Coty stock dives on report Kylie Jenner fabricated taxes
Kylie Jenner is no billionaire — and that’s bad news for Coty, the beauty company that bought a controlling stake in her makeup business last year.
Shares of Coty tanked 13 percent on Friday after Forbes revoked Jenner’s status as the world’s youngest self-made billionaire and questioned whether the pouty-lipped Kardashian-clan member has been forging financial information to make herself look richer, including tax filings for her fledgling makeup empire, Kylie Cosmetics.
“Kylie’s business is significantly smaller, and less profitable, than the family has spent years leading the cosmetics industry and media outlets, including Forbes, to believe,” Forbes claimed in the explosive report.
The news dragged Coty down because it forked over $600 million for a 51 percent stake in Kylie Cosmetics last November. And while Wall Streeters say they aren’t concerned that Coty was duped into making the deal, they fear its investment could be in danger if Jenner’s ability to sell to young people wanes.
“The risk is that Forbes’ contention taints her reputation,” DA Davidson analyst Linda Bolton Weiser told The Post. “She is the brand.”
Wall Street analysts at the time of the $600 million deal blasted the parent of CoverGirl and Max Factor brands for overpaying for a makeup company run by a 22-year-old. But Coty executives defended the move by pointing to Jenner’s massive social media influence with “Generation Z consumers.”
“On social media, Kylie has over 270 million followers,” Coty Chief Financial Officer Pierre-André Terisse said in a conference call at the time. “To put this in perspective, with a single post, she’s able to reach more than double the number of people who watch the Super Bowl every year.”
Forbes on Friday suggested that Jenner’s November sale to Coty alerted them that something was amiss. As a publicly traded company, Coty is required to report accurate financial statements with regulators — and the numbers it provided on Kylie Cosmetics were less sexy than had been previously reported, including by Forbes.
“Coty said that sales were up 40 percent from 2018, meaning the business only generated about $125 million that year, nowhere near the $360 million the Jenners had led Forbes to believe,” Forbes said. Forbes said Jenner’s reps had told them Kylie’s skin-care line did $100 million in revenues in its first month after its May 2019 launch, but Coty said the skin-care line’s sales were closer to $25 million months later, in November.
Jenner denies she lied about her finances, and her attorney, Michael Kump, is demanding a retraction.
“We have reviewed Forbes’ article accusing Kylie of engaging in deceit and a ‘web of lies’ to inflate her net worth. The article is filled with outright lies,” Kump said in a statement to The Post on Friday.
As of Friday, Jenner’s social media following still looked strong with 178 million Instagram followers, 33.7 million Twitter followers and 26.9 million Facebook followers.
But investors pushed Coty’s stock to close down 13 percent, to $3.63 a share — it’s lowest point in an already brutal year that’s seen the stock drop 67 percent.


Give all of the data again exactly as written, omitting every image.
..............................
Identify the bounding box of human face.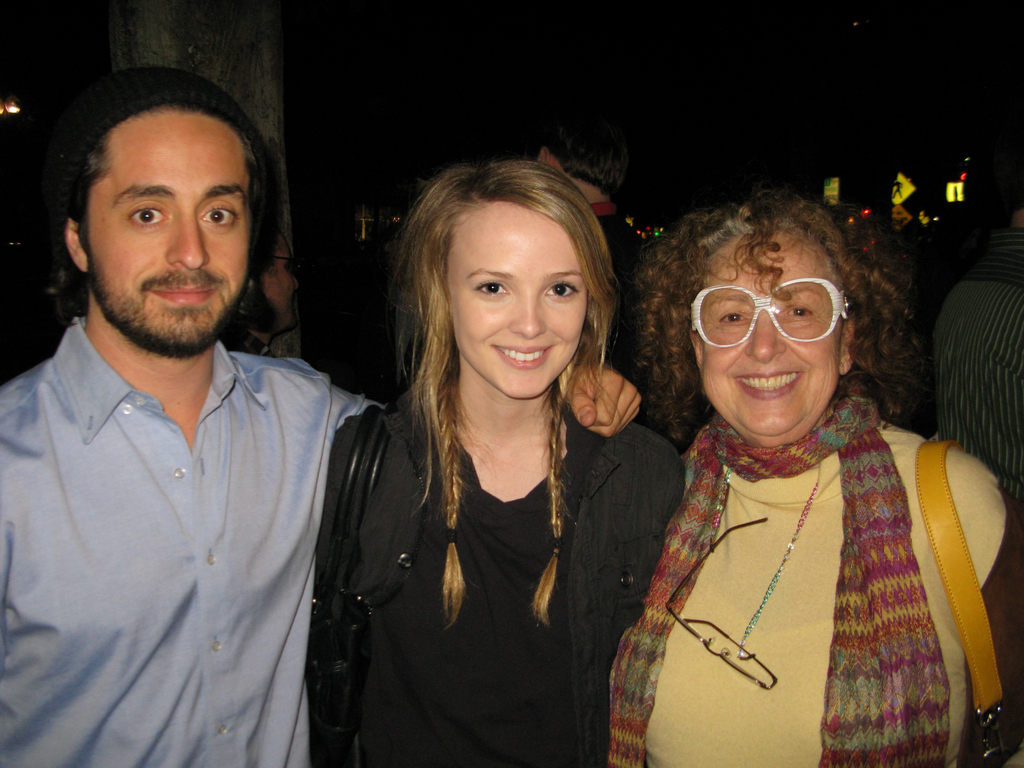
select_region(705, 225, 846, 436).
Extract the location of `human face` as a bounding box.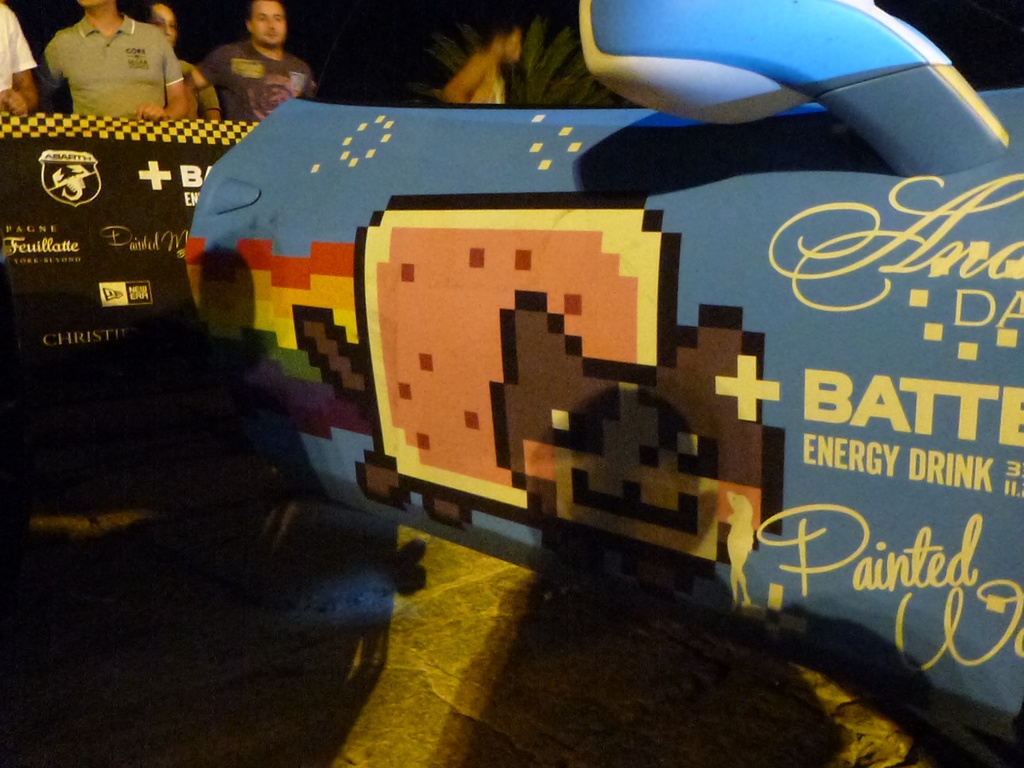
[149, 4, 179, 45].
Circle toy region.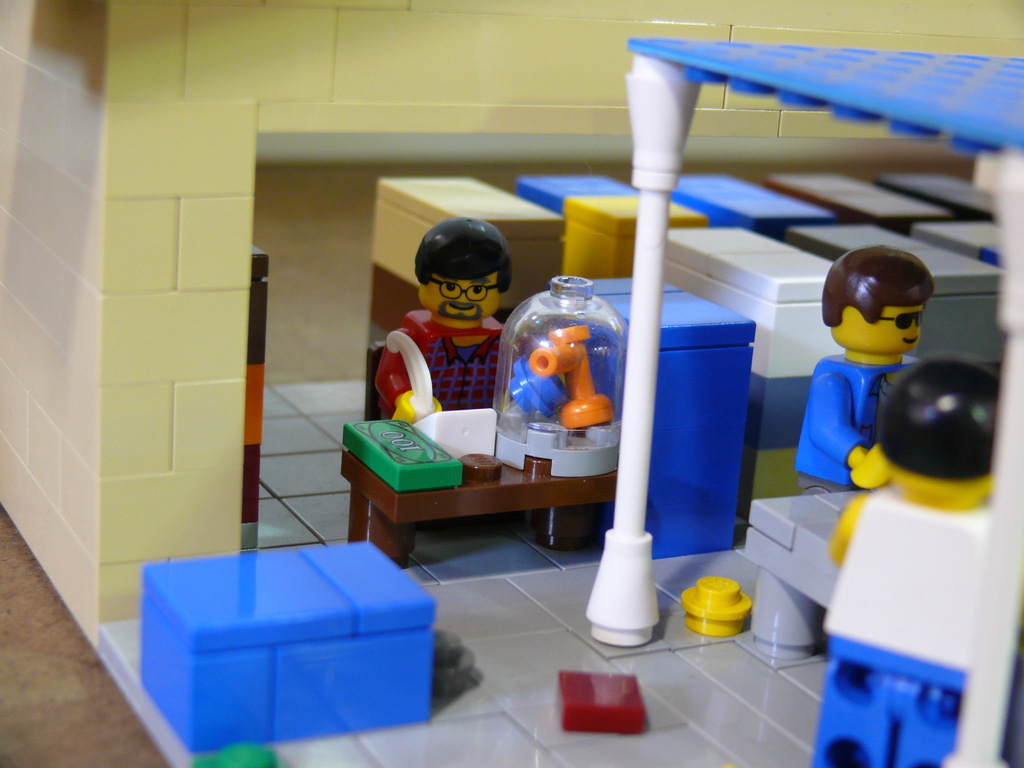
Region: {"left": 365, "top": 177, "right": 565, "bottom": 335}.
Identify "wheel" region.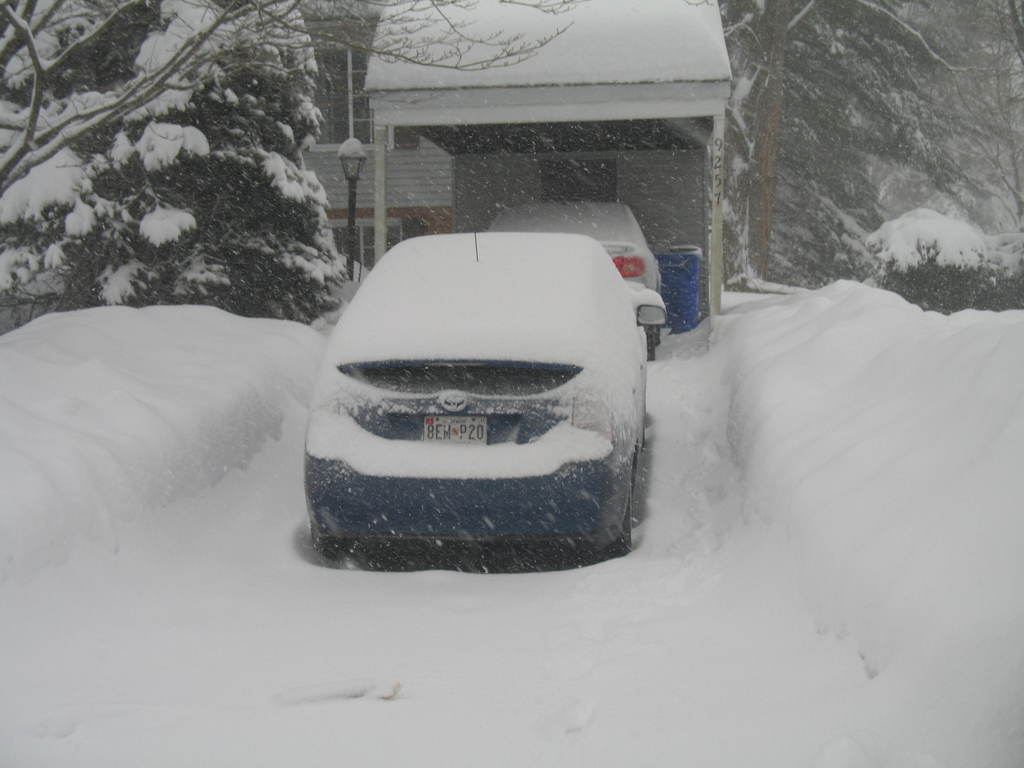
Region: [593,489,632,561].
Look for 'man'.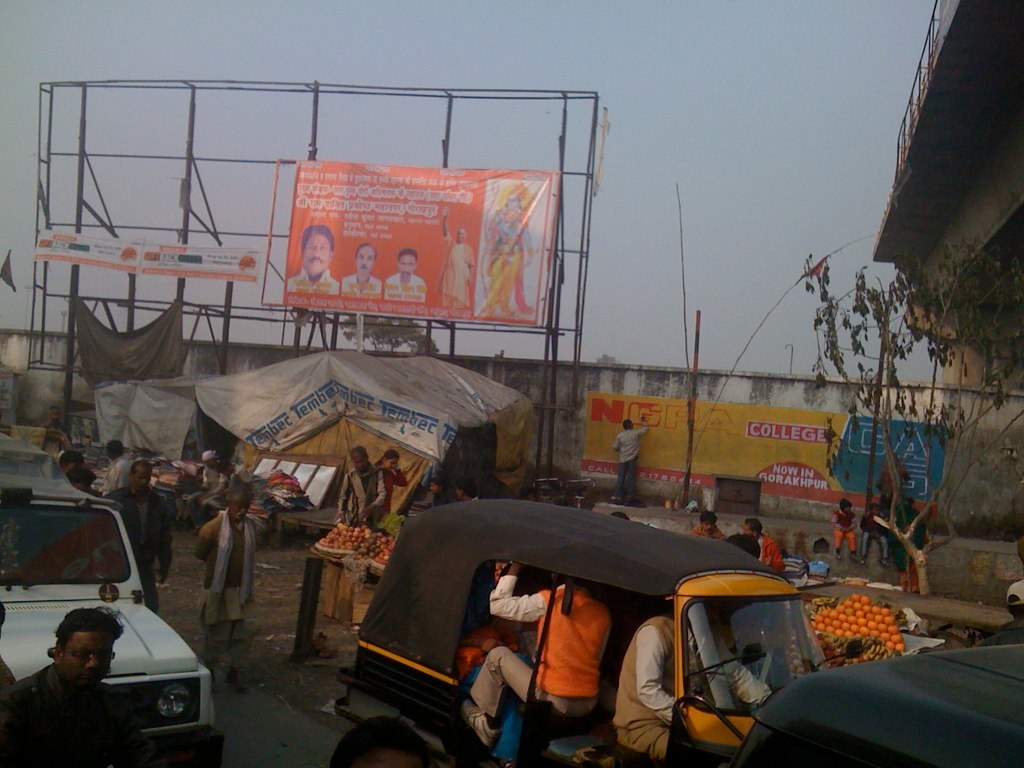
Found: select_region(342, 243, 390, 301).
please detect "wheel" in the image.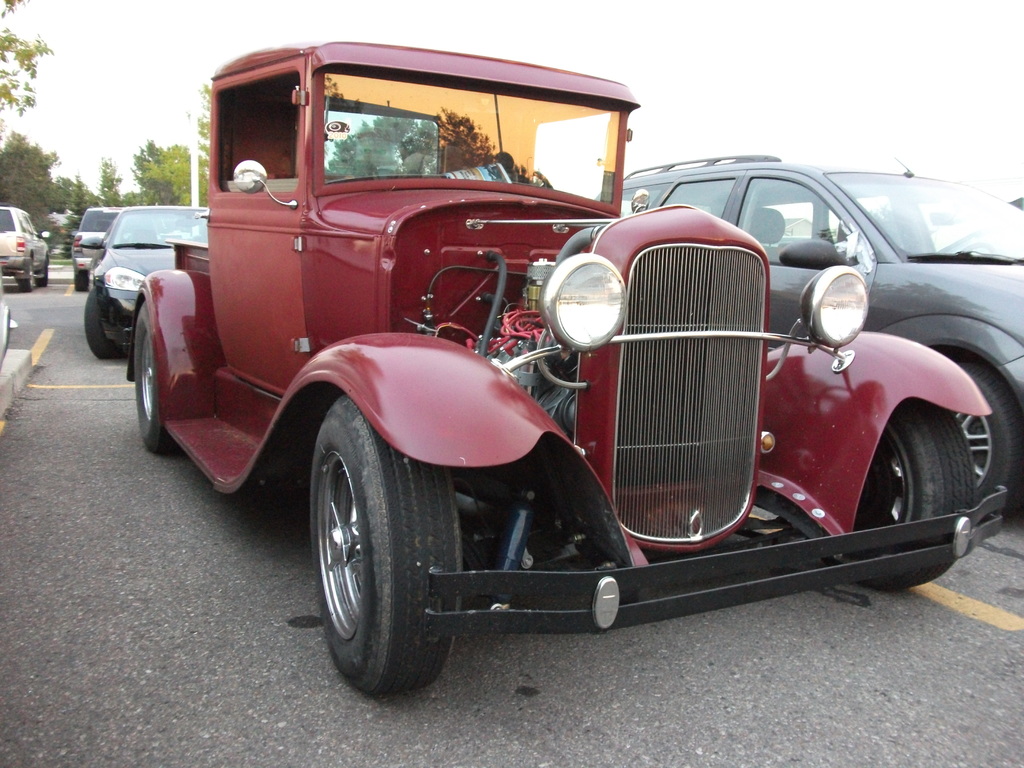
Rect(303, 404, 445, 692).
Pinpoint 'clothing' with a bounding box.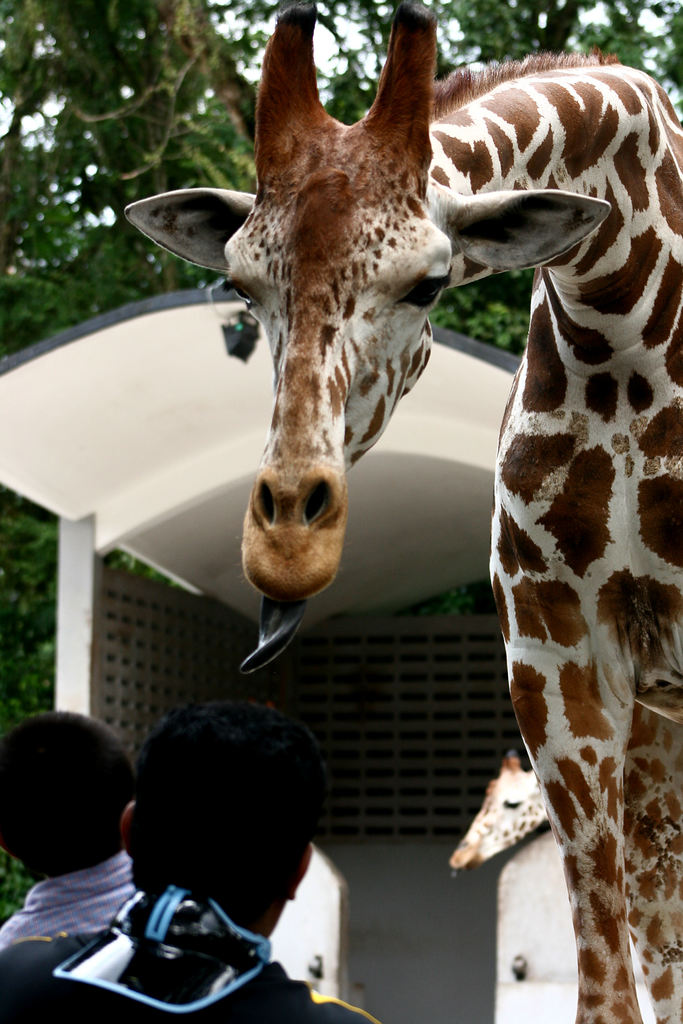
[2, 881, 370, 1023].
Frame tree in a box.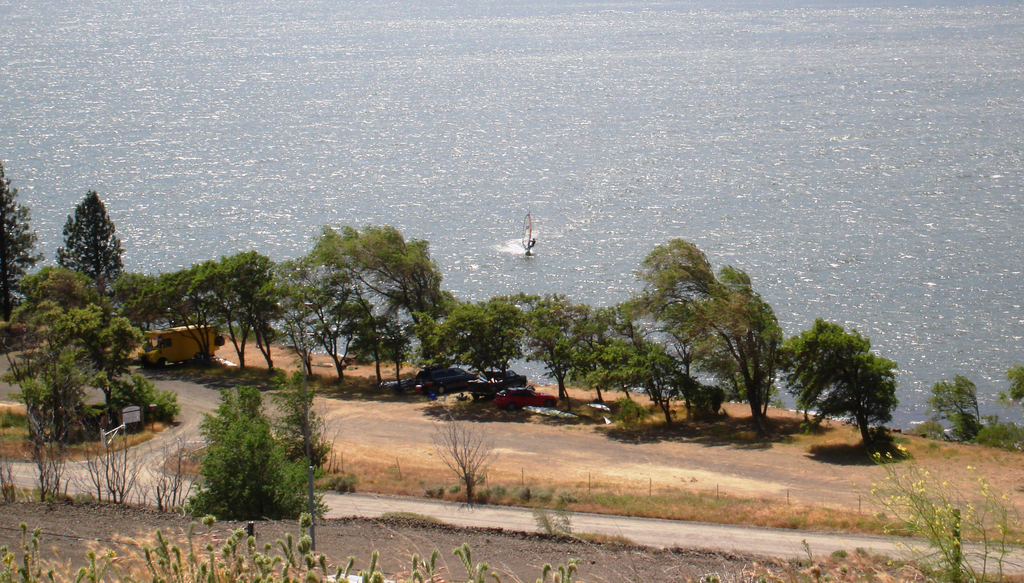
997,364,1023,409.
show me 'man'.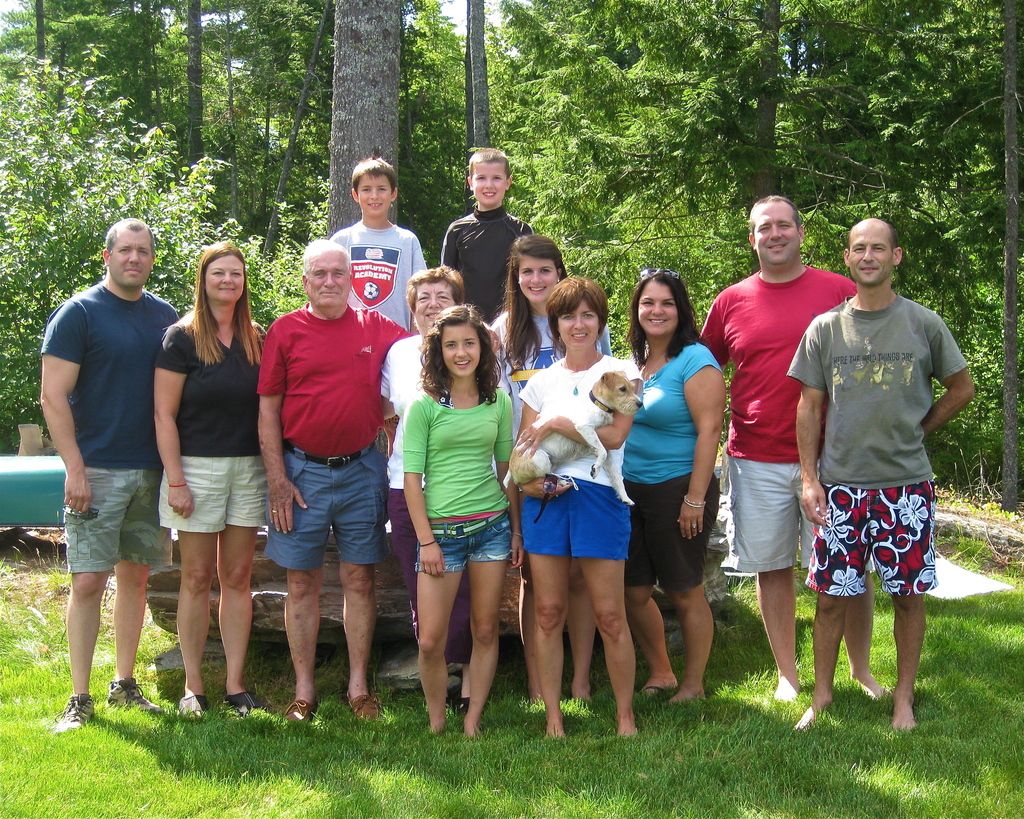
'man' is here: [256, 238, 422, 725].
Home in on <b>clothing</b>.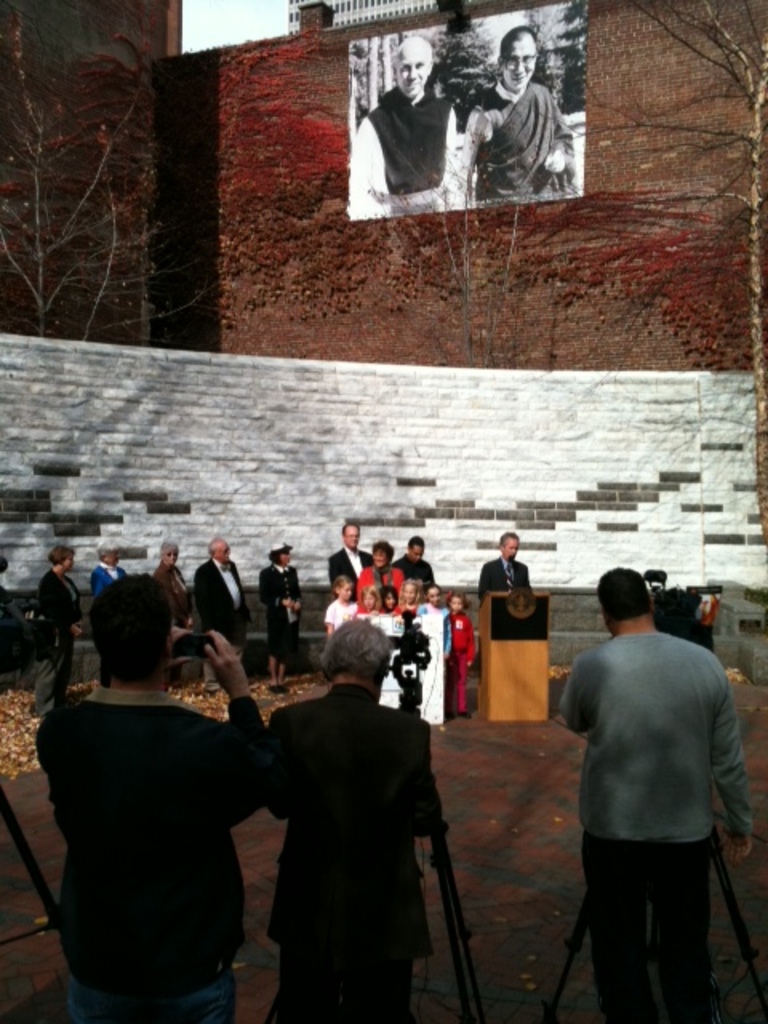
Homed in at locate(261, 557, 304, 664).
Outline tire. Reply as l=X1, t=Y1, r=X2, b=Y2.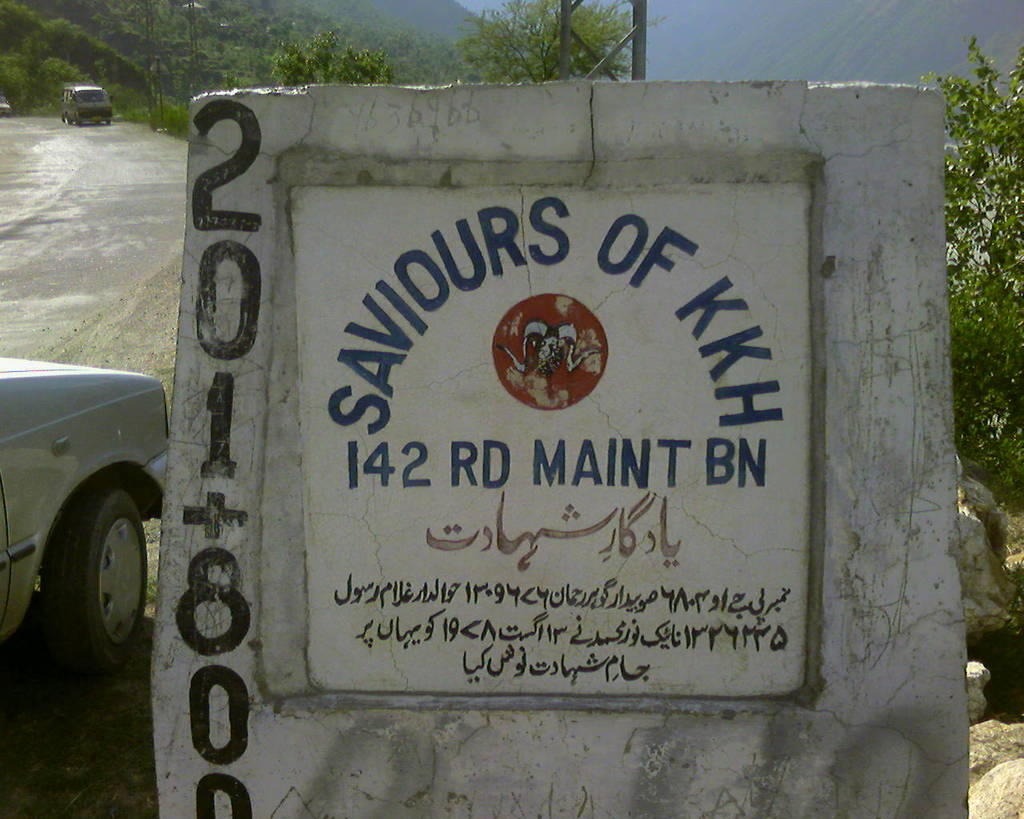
..............................
- _Exercise response_
Identify the bounding box of human face.
select_region(705, 225, 846, 436).
Extract the location of `human face` as a bounding box.
[149, 4, 179, 45].
Circle toy region.
Region: {"left": 365, "top": 177, "right": 565, "bottom": 335}.
Identify "wheel" region.
Region: [593,489,632,561].
Look for 'man'.
Found: select_region(342, 243, 390, 301).
please detect "wheel" in the image.
Rect(303, 404, 445, 692).
Pinpoint 'clothing' with a bounding box.
[2, 881, 370, 1023].
Frame tree in a box.
997,364,1023,409.
show me 'man'.
'man' is here: [256, 238, 422, 725].
Home in on <b>clothing</b>.
Homed in at locate(261, 557, 304, 664).
Outline tire. Reply as l=X1, t=Y1, r=X2, b=Y2.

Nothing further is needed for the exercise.